Move to Improve Gay Rights in the Caribbean

Homosexual

Identity Kenya reports on the state of gay rights and criminalization of homosexuality in the Caribbean. After a legal suit was filed to decriminalize consensual and private gay sex in Jamaica, a leading senator in Grenada has also called for anti-sodomy laws to be repealed. Here are excerpts with a link to the original and other related articles below:

Gay rights activist Javed Saunja Jaghai is asking the Jamaican Supreme Court to find that consensual sex between male adults be seen as a private act that should not be criminalised. He argues that the right to privacy contained in the country’s Charter of Rights and Freedoms (Constitutional Amendment) Act, 2011, means that laws outlawing sodomy cannot be used to prosecute adult gay men. Under these laws, men found guilty of having sex with each other face up to 10 years imprisonment.

According to Jaghai’s court documents, he was evicted by his landlord on the basis that any homosexual acts on the priority would be illegal. This case is one of at least three that have been filed, both in Jamaica and with the Inter-American Commission on Human Rights, challenging the legality of criminalising sex between men in Jamaica. Jamaica has been described as one of the most homophobic places in the world by Time magazine.

In 2012, before taking office, Jamaica’s Prime Minister Portia Simpson-Miller said that she was open to reviewing the criminalisation of homosexuality in her country but has not yet made any moves in this regard.

Meanwhile, the president of Grenada’s Senate, Lawrence Joseph, has written that his island nation and other Caribbean countries should repeal their colonial-era sodomy laws. In an article set to be published on Friday, Joseph says that “the day is fast approaching” when Grenada and others in the region will need to amend anti-sodomy laws to “fall in line with the mainstream,” reported the Associated Press.

He not only commented that refusing to do so meant that other more liberal and larger countries could impose penalties on Caribbean nations but also said that there may well not be any reasonable justification to keep criminalising consensual gay sex. Eleven nations in the former British West Indies, in and around the Caribbean, still criminalise homosexuality.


> [Your task] Return all lines from the entries below in which the word "compaction" is present.

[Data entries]
##############################

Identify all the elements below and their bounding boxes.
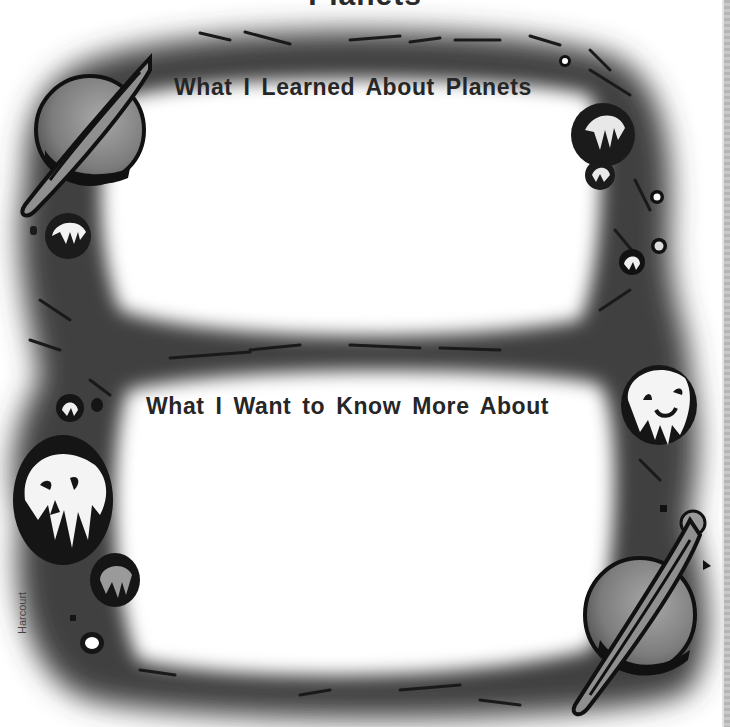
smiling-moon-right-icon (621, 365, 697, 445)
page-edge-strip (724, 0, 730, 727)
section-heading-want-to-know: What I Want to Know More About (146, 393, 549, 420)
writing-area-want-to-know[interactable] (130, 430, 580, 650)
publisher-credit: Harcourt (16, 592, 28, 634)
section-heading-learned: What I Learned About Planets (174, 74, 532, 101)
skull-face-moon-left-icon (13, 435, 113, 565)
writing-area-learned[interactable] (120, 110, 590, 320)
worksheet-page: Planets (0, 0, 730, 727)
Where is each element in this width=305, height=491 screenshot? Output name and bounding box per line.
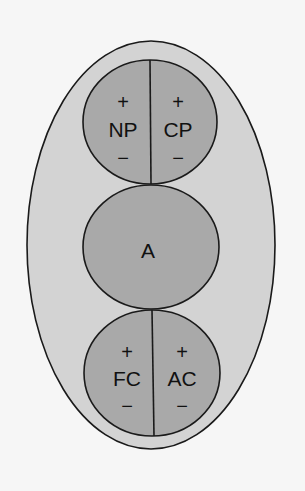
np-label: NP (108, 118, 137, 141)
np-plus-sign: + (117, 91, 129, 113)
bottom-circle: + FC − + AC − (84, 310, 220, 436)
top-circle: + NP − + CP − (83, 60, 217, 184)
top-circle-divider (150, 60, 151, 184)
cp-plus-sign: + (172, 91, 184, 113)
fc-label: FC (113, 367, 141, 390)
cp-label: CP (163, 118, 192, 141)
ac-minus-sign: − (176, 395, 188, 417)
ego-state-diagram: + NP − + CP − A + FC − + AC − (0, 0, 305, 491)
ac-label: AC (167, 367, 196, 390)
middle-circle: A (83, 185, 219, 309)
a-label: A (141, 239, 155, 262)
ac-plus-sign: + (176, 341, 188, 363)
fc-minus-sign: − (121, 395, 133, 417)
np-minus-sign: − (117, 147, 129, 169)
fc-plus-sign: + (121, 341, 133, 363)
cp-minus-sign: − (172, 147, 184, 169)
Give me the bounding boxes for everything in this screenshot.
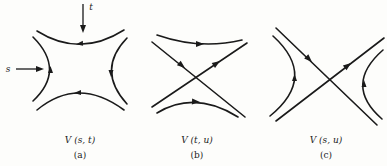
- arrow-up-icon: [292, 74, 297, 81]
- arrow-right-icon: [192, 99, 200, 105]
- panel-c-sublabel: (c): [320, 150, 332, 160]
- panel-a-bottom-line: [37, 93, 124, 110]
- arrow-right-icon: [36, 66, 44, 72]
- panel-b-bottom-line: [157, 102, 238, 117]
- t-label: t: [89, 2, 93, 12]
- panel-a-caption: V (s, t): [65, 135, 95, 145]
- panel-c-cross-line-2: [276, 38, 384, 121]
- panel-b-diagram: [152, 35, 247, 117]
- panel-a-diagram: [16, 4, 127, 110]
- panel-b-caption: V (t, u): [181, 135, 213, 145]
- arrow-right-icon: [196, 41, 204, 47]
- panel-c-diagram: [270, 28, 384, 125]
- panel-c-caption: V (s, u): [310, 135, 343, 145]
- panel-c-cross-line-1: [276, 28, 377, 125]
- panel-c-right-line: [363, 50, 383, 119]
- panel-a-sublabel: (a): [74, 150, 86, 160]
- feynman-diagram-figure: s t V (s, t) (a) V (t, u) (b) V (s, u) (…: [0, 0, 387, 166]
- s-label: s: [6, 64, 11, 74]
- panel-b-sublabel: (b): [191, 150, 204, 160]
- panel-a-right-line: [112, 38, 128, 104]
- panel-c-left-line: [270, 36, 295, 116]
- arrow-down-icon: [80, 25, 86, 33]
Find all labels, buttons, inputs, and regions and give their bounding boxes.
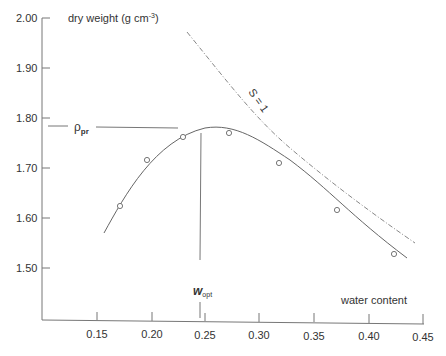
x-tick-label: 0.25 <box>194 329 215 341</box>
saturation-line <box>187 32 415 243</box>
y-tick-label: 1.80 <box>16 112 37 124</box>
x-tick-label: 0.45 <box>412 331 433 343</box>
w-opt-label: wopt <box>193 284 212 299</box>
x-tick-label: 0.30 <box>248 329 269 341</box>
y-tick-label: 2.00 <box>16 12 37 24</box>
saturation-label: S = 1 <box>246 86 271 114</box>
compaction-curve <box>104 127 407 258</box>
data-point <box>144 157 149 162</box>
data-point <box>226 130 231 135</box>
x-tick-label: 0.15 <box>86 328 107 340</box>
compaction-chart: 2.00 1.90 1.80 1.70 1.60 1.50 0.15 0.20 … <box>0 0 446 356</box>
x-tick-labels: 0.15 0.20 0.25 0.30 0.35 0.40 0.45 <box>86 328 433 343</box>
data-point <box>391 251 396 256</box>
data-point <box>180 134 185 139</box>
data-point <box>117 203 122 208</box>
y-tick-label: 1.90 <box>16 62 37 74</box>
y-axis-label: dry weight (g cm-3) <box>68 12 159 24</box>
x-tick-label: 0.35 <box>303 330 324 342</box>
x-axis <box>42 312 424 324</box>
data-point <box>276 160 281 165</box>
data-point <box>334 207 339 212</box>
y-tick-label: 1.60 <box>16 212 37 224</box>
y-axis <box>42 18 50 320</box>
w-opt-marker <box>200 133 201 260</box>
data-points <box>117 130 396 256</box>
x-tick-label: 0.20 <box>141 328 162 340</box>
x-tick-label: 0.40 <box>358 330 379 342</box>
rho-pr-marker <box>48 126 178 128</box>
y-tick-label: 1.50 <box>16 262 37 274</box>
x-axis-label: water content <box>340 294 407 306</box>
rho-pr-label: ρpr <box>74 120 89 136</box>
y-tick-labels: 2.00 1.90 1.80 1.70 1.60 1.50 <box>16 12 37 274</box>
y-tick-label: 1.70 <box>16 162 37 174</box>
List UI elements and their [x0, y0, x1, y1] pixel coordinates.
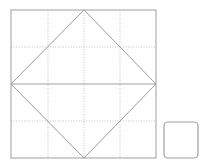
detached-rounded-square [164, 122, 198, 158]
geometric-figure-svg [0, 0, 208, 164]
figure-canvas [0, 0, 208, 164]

##############################

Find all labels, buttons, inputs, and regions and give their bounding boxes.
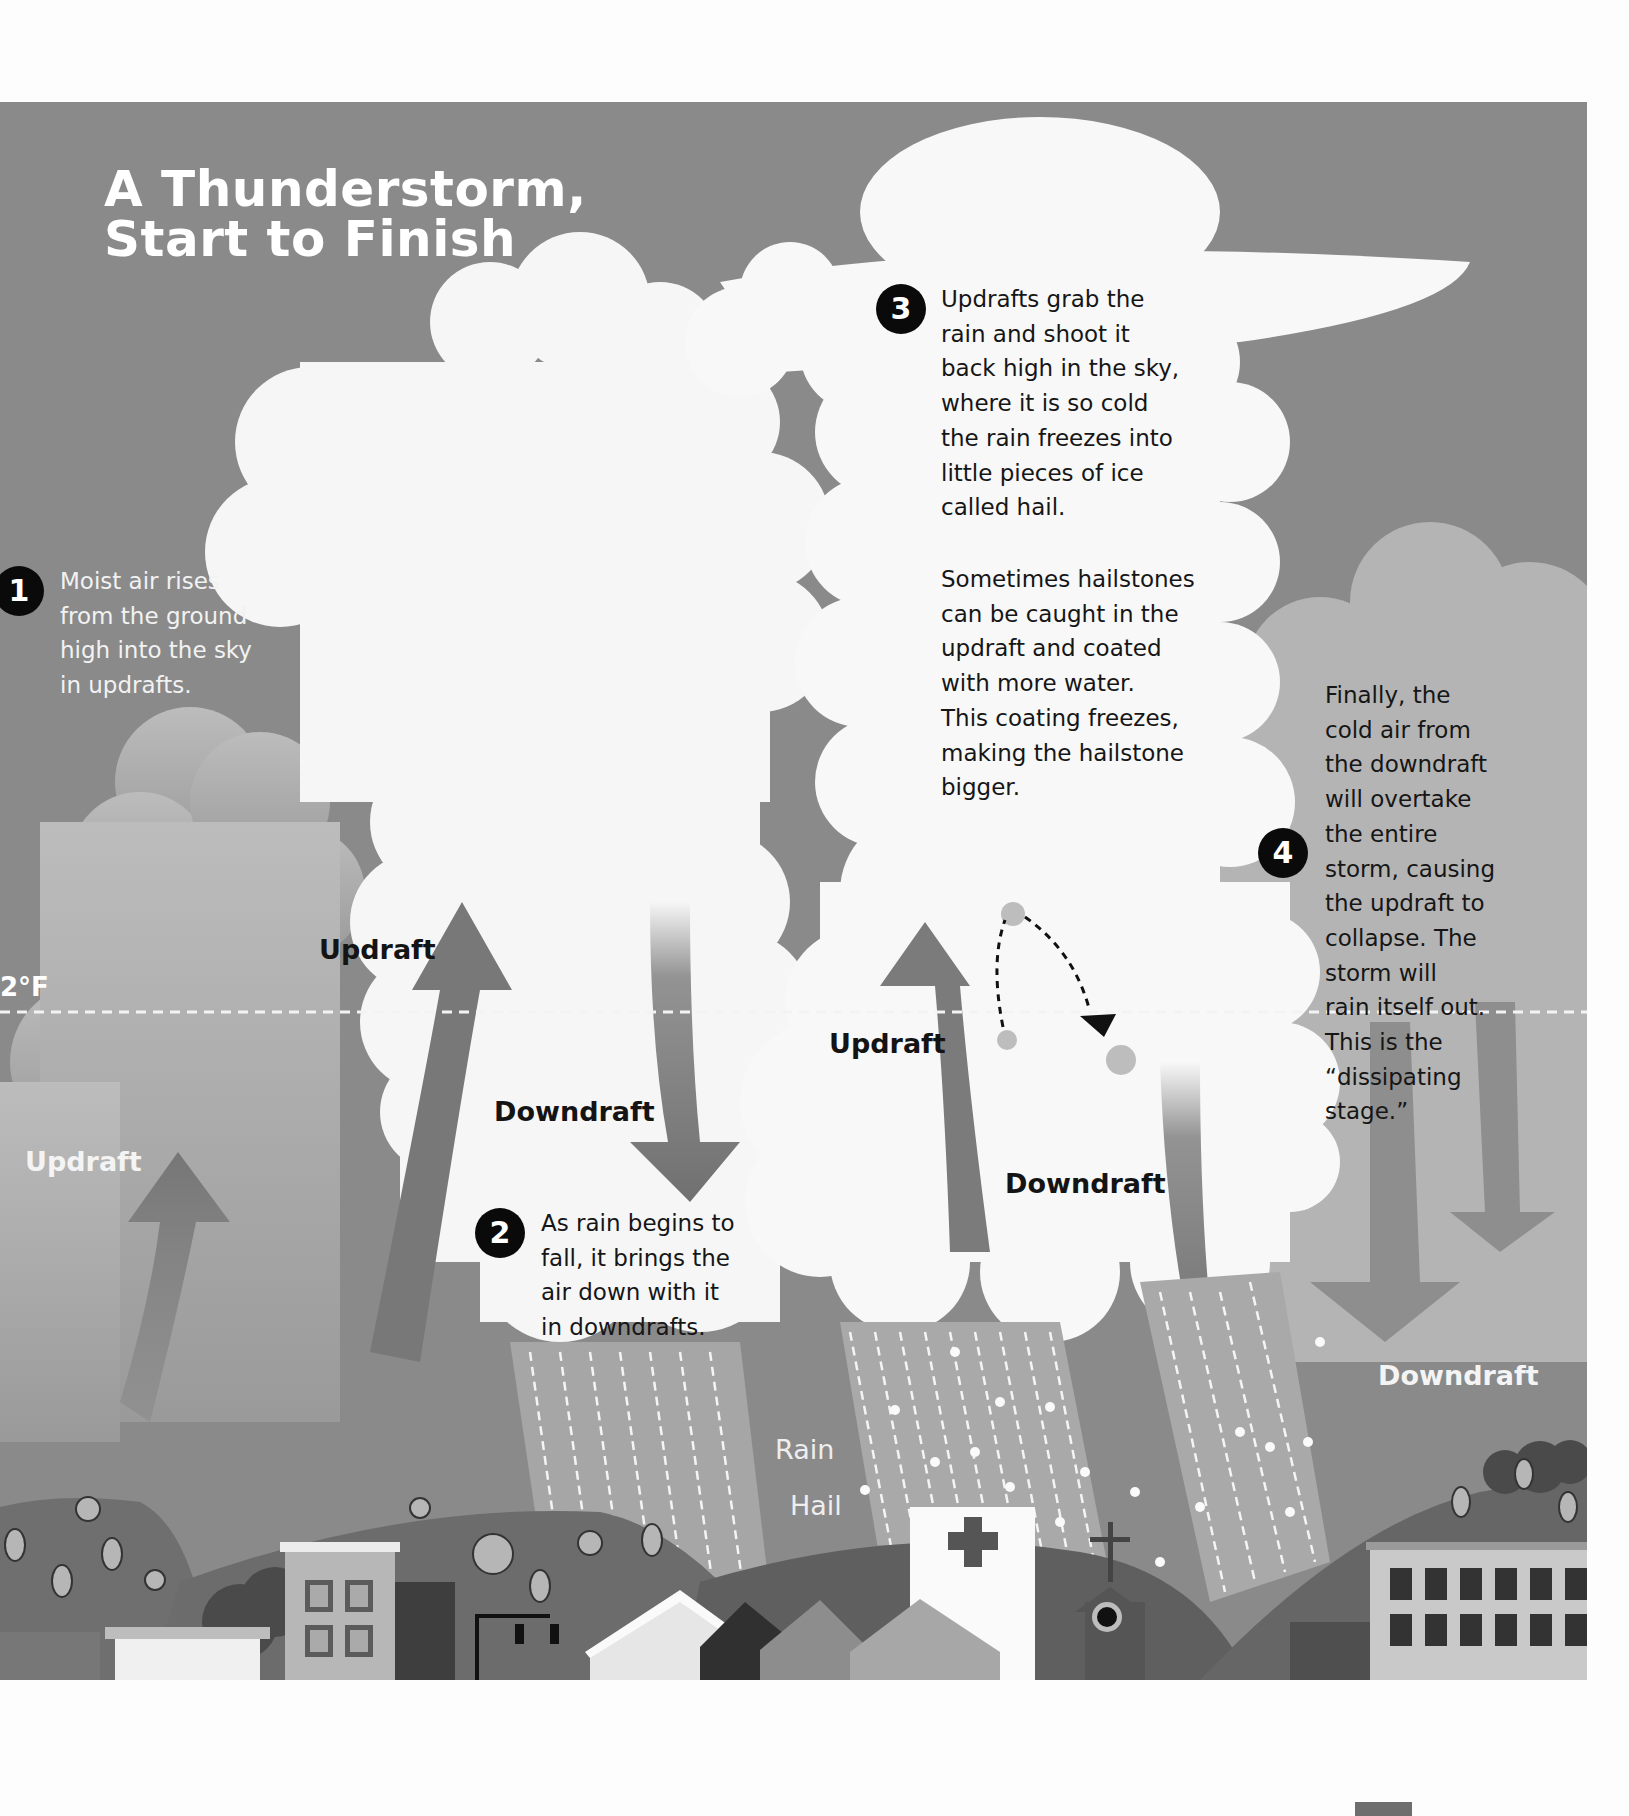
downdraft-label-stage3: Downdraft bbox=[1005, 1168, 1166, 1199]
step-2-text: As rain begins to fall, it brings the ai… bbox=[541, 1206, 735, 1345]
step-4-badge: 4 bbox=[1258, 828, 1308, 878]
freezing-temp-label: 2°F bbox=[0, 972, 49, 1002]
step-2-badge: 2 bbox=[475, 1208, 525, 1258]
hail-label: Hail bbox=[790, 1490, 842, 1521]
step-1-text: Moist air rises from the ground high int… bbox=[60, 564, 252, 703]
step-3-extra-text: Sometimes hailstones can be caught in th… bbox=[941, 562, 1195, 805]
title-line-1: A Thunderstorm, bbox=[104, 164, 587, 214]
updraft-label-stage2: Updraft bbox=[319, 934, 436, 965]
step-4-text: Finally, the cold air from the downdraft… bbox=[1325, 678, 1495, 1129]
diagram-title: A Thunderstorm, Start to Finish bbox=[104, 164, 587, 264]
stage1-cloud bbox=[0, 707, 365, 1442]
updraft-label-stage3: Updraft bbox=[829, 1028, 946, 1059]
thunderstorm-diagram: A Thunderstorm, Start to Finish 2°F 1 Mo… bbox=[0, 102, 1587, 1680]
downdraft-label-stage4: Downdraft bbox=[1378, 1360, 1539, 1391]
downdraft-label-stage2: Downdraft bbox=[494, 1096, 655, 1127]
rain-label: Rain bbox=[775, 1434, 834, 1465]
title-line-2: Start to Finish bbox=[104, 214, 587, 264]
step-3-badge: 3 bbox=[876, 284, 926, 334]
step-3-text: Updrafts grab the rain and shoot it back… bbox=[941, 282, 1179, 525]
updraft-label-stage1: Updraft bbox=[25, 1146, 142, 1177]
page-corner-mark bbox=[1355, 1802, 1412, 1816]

##############################

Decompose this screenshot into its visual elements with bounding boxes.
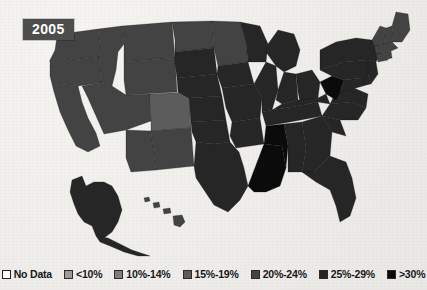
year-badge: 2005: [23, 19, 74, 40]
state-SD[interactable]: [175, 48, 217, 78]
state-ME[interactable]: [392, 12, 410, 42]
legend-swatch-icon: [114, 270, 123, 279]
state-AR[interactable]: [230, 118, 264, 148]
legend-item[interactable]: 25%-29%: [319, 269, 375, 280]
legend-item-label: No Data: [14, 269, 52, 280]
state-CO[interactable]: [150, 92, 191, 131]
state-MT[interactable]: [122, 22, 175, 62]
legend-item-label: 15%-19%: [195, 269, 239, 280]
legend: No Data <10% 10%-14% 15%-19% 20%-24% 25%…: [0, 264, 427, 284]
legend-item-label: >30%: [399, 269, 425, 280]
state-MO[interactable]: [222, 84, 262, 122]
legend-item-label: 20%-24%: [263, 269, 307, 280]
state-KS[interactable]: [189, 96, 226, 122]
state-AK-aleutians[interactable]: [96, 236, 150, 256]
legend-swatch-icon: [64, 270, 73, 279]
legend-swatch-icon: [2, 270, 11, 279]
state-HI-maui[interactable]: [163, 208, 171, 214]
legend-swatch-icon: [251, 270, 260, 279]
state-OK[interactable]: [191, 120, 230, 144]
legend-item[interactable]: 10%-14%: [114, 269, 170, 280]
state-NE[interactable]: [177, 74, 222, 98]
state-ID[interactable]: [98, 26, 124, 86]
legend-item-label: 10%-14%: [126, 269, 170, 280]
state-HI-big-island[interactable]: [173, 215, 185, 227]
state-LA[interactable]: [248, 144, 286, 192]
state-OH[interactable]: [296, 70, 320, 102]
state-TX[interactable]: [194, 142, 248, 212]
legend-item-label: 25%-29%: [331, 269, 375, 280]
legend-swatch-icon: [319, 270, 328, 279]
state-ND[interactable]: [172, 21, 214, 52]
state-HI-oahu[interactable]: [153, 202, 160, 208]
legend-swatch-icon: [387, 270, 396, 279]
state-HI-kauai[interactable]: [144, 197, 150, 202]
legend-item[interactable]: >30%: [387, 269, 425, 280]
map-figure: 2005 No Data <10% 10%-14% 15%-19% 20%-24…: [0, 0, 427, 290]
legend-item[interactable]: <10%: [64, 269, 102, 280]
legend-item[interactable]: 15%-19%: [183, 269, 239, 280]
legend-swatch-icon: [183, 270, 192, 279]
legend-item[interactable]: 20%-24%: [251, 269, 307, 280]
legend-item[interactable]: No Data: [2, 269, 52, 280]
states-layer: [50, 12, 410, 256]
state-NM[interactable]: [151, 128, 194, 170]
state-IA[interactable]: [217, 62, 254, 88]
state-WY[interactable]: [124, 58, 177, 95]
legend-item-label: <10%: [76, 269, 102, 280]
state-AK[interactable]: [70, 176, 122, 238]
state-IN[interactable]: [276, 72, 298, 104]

##############################

> [Expected answer]
compaction-curve <box>104 127 407 258</box>
compaction-chart: 2.00 1.90 1.80 1.70 1.60 1.50 0.15 0.20 … <box>0 0 446 356</box>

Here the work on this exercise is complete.